**Task to complete:** After locating the line that contains "reading: 112.3 cm", transcribe exactly that line and each one after it until the data ends, skipping pictures.

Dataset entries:
***
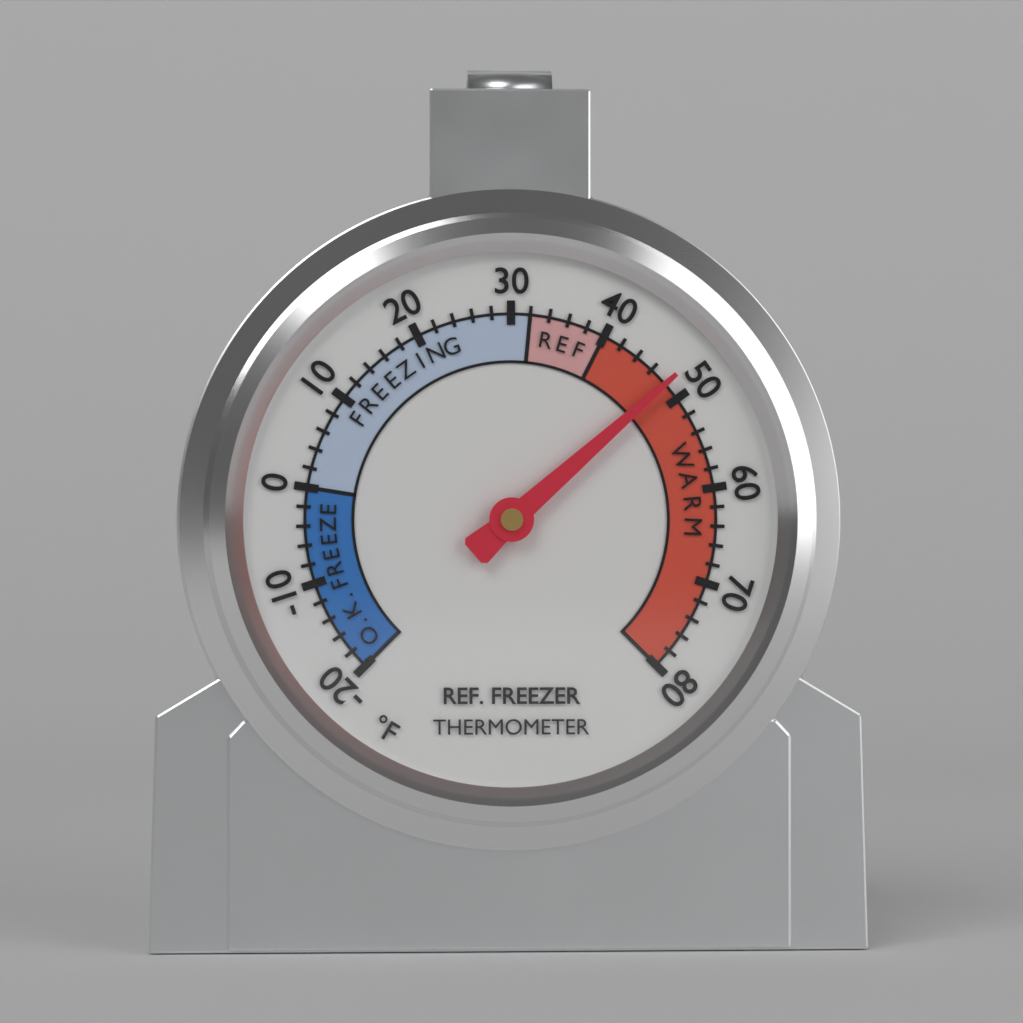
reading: 48 °F
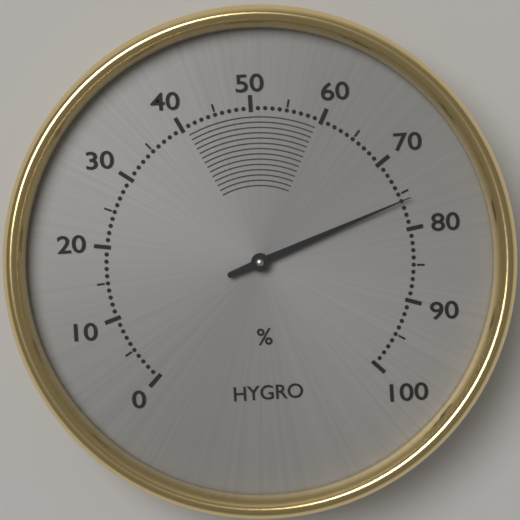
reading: 76 %
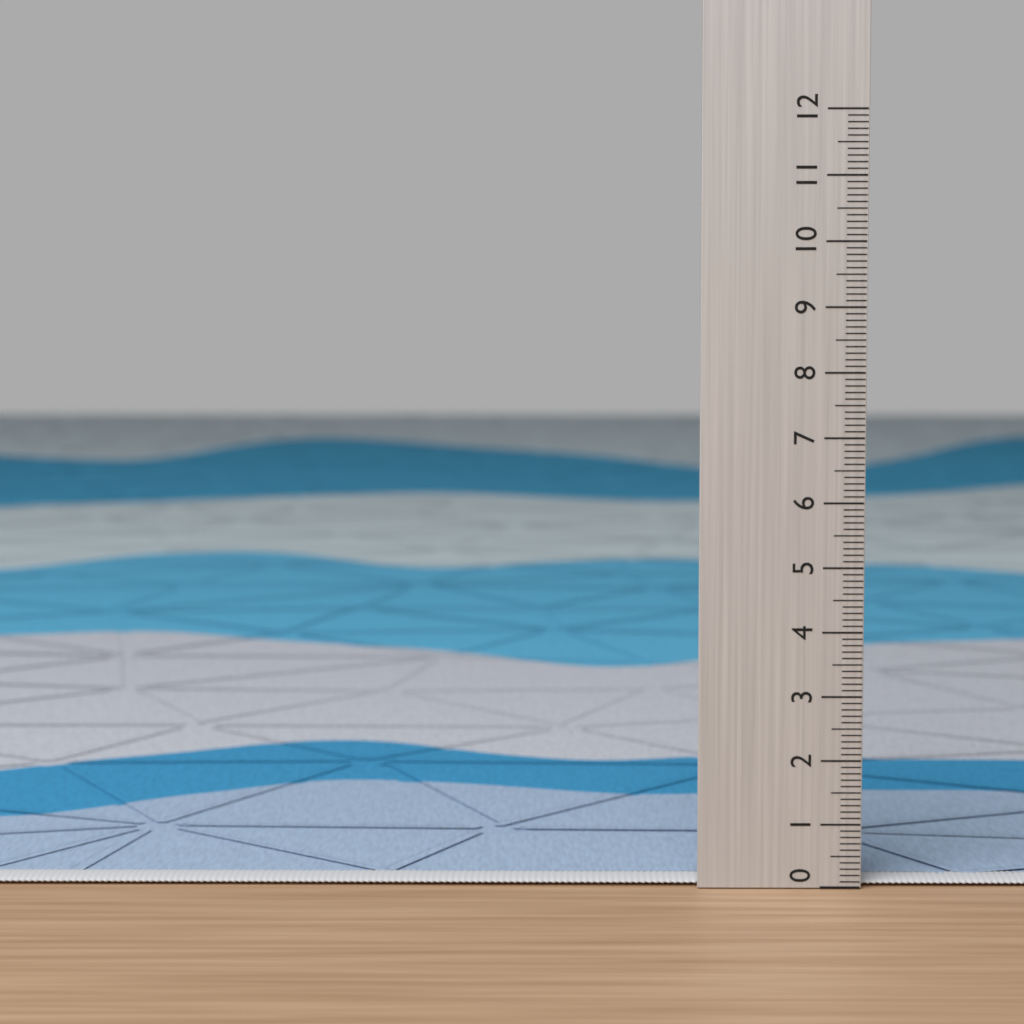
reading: 0.1 (no unit)
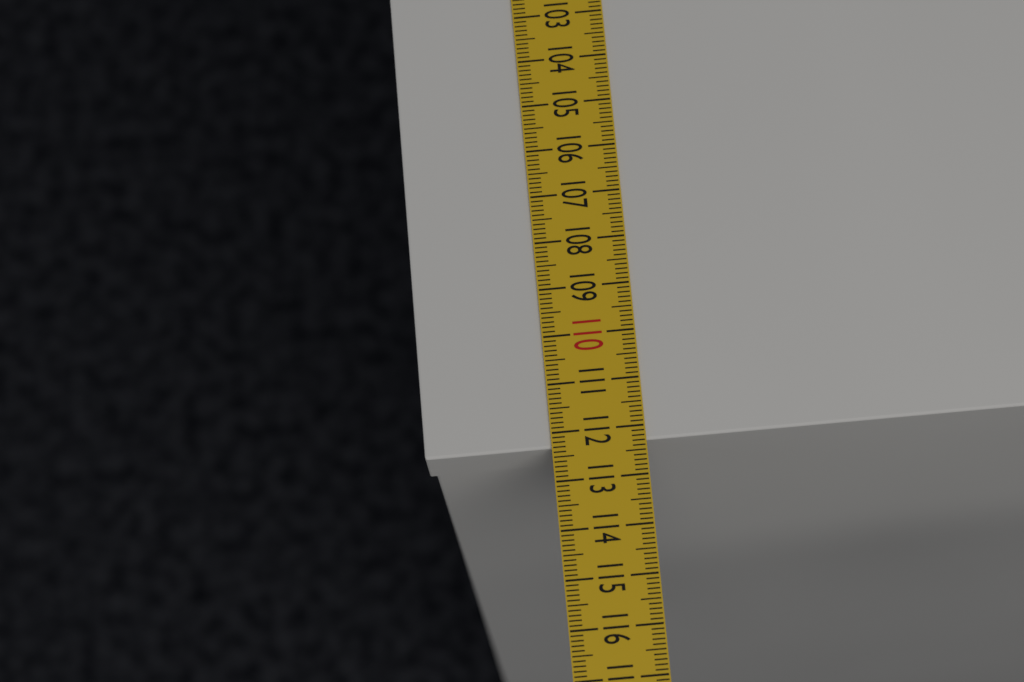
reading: 112.3 cm
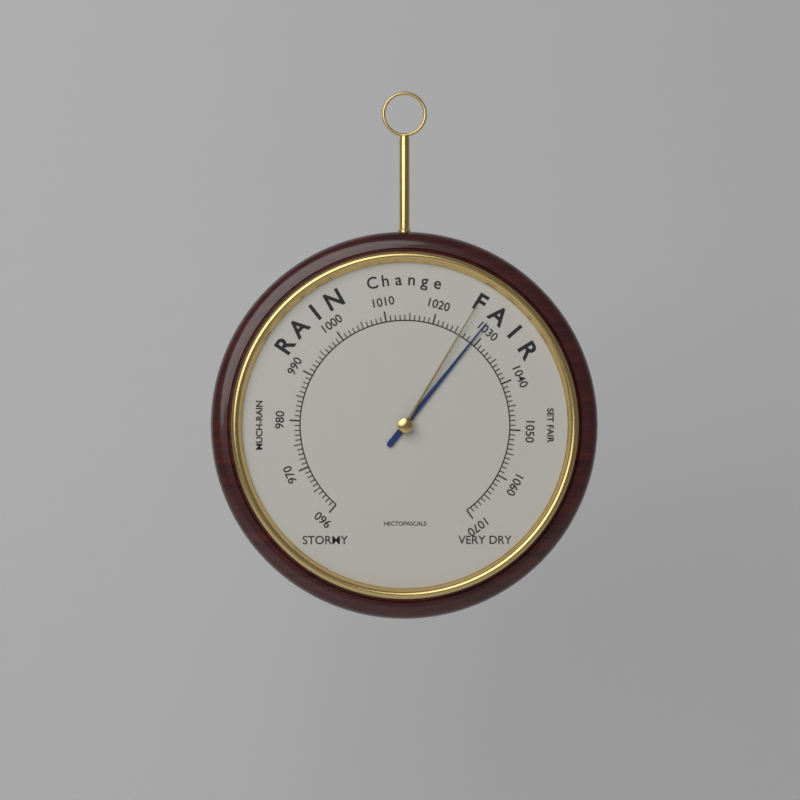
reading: 1029 hPa
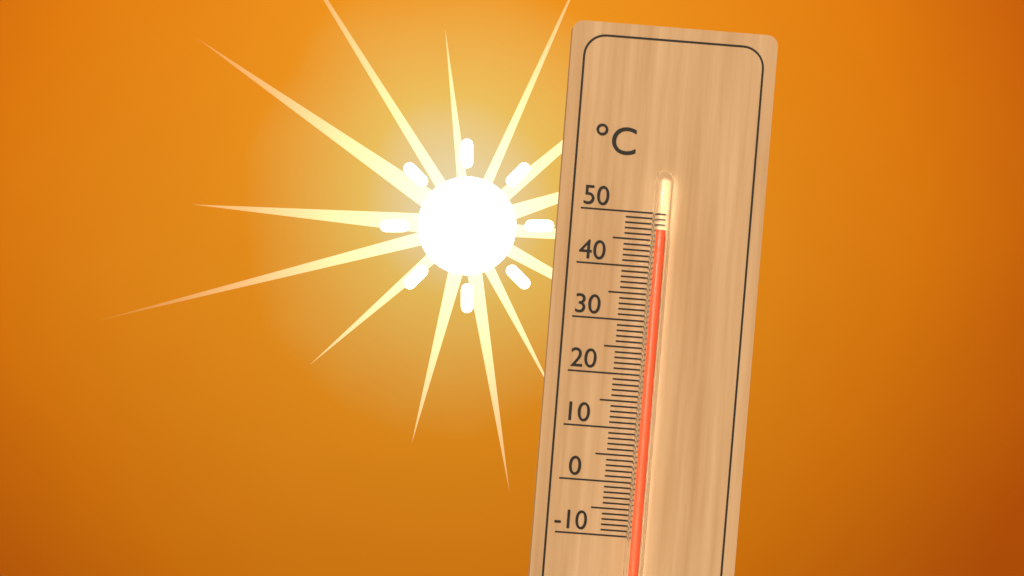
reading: 47 °C
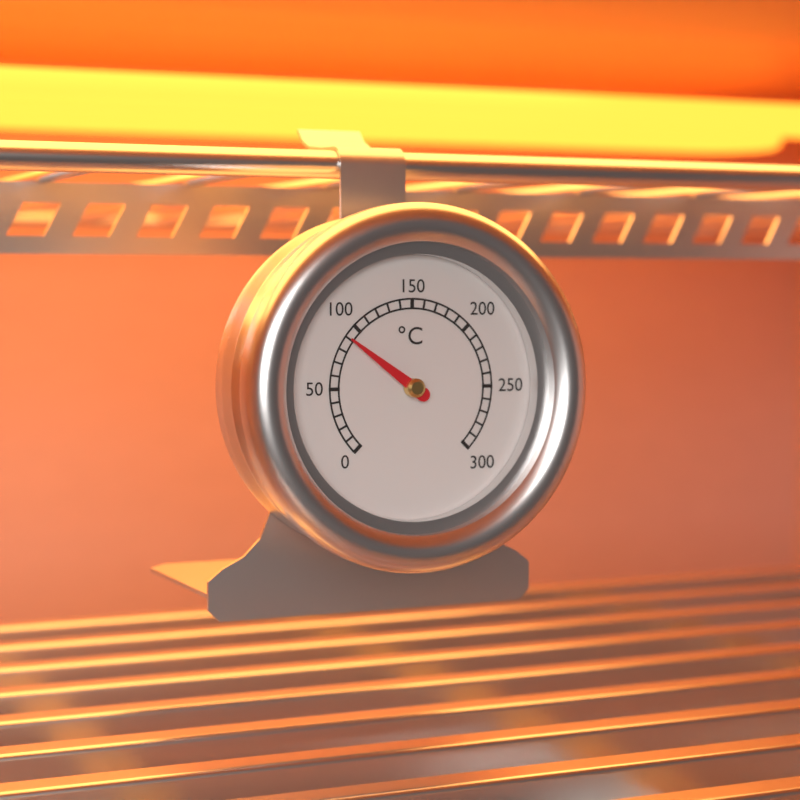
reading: 90 °C
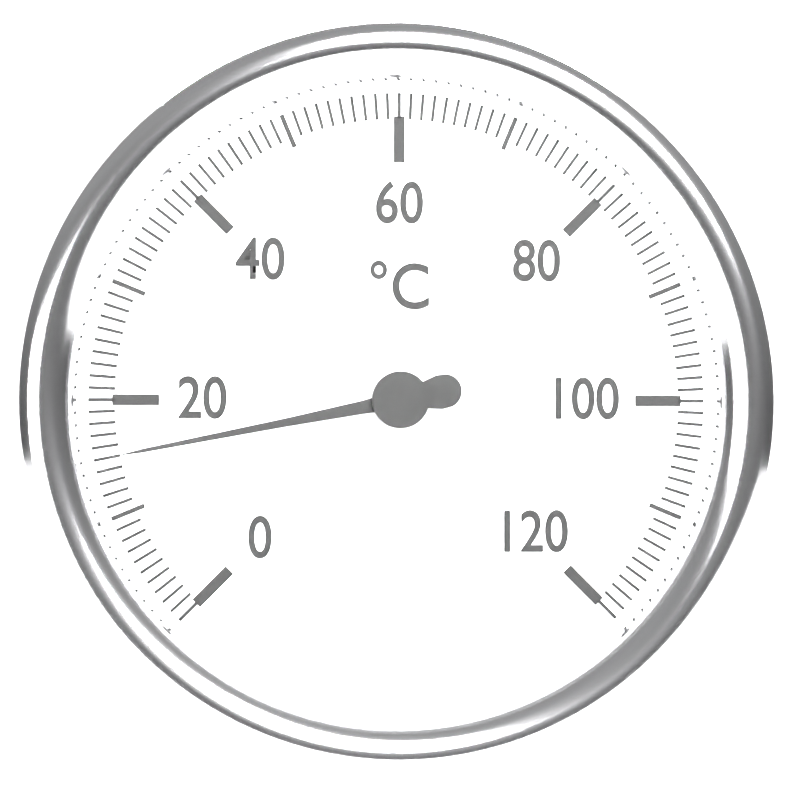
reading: 15 °C
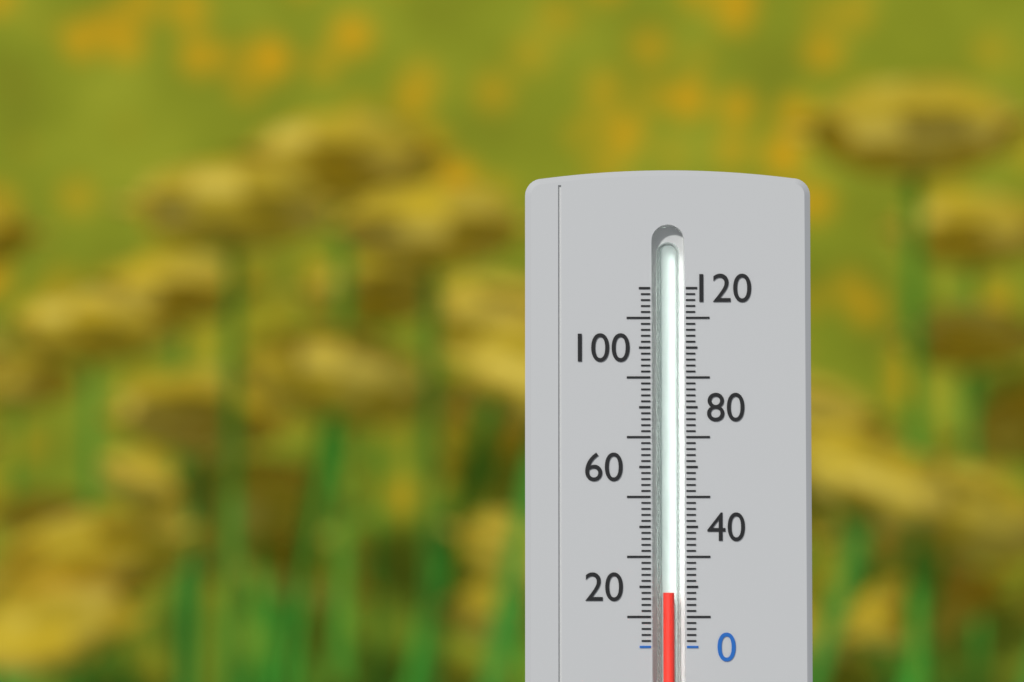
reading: 18 (no unit)
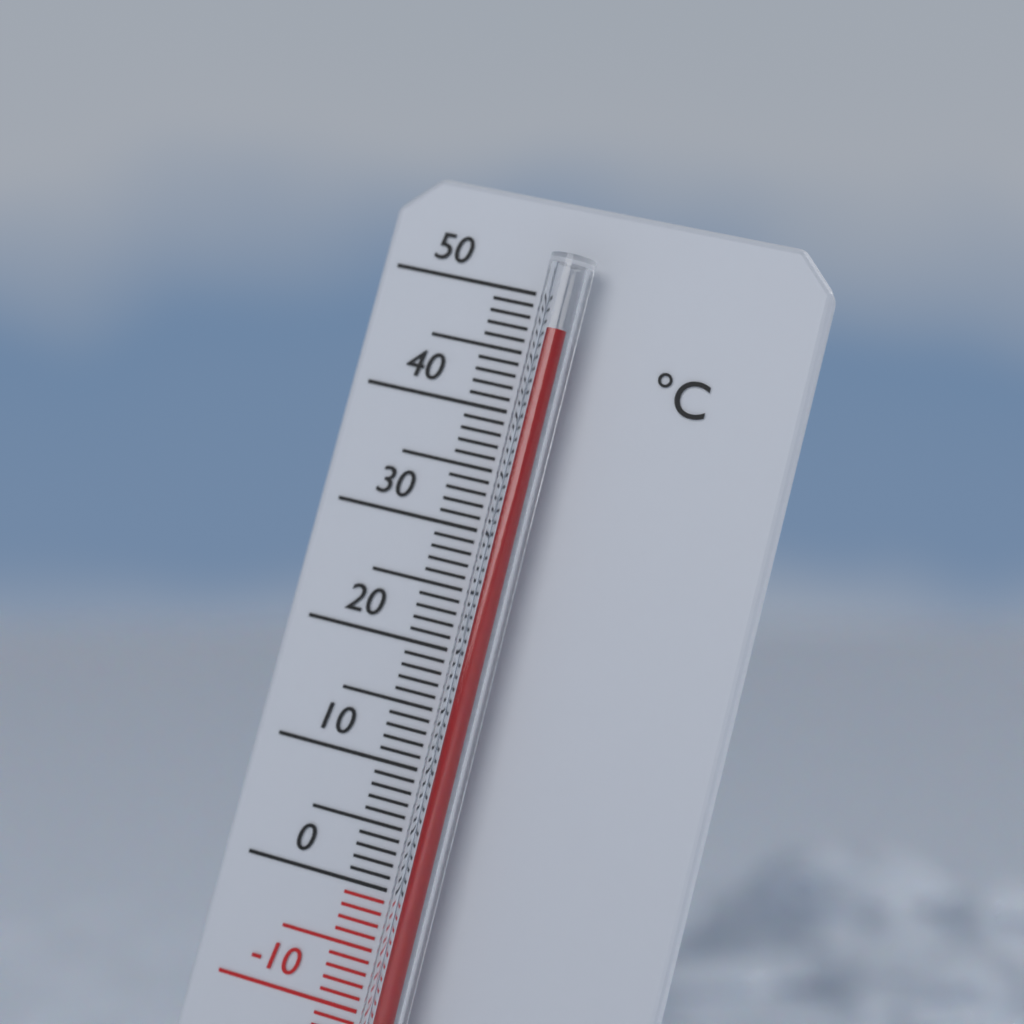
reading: 47 °C
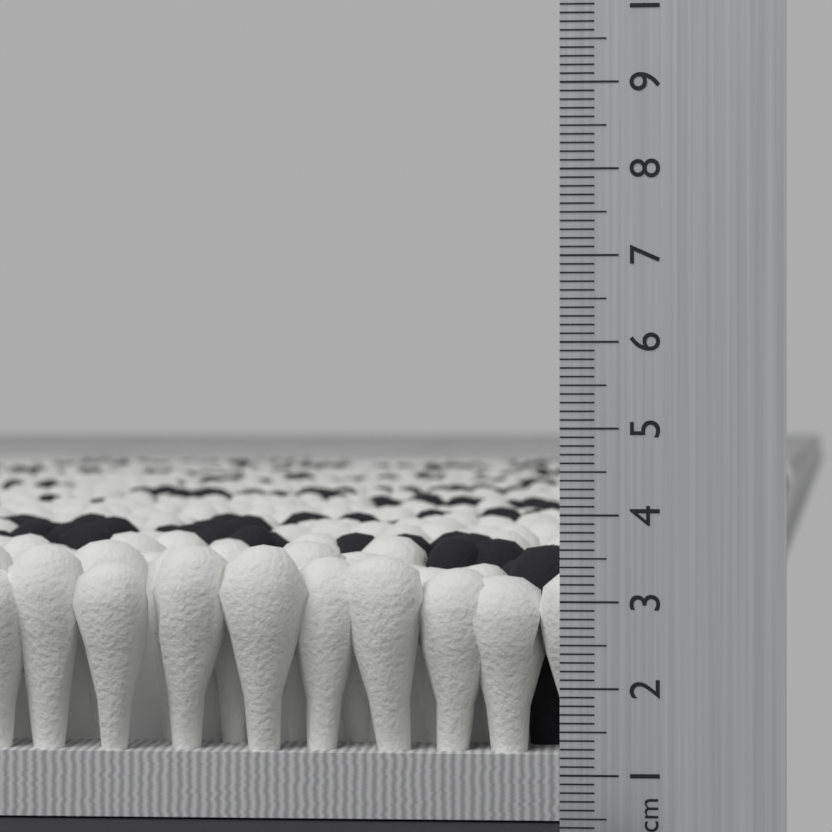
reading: 3.5 cm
***
**Answer to this exercise:**
reading: 112.3 cm
reading: 1029 hPa
reading: 47 °C
reading: 90 °C
reading: 15 °C
reading: 18 (no unit)
reading: 47 °C
reading: 3.5 cm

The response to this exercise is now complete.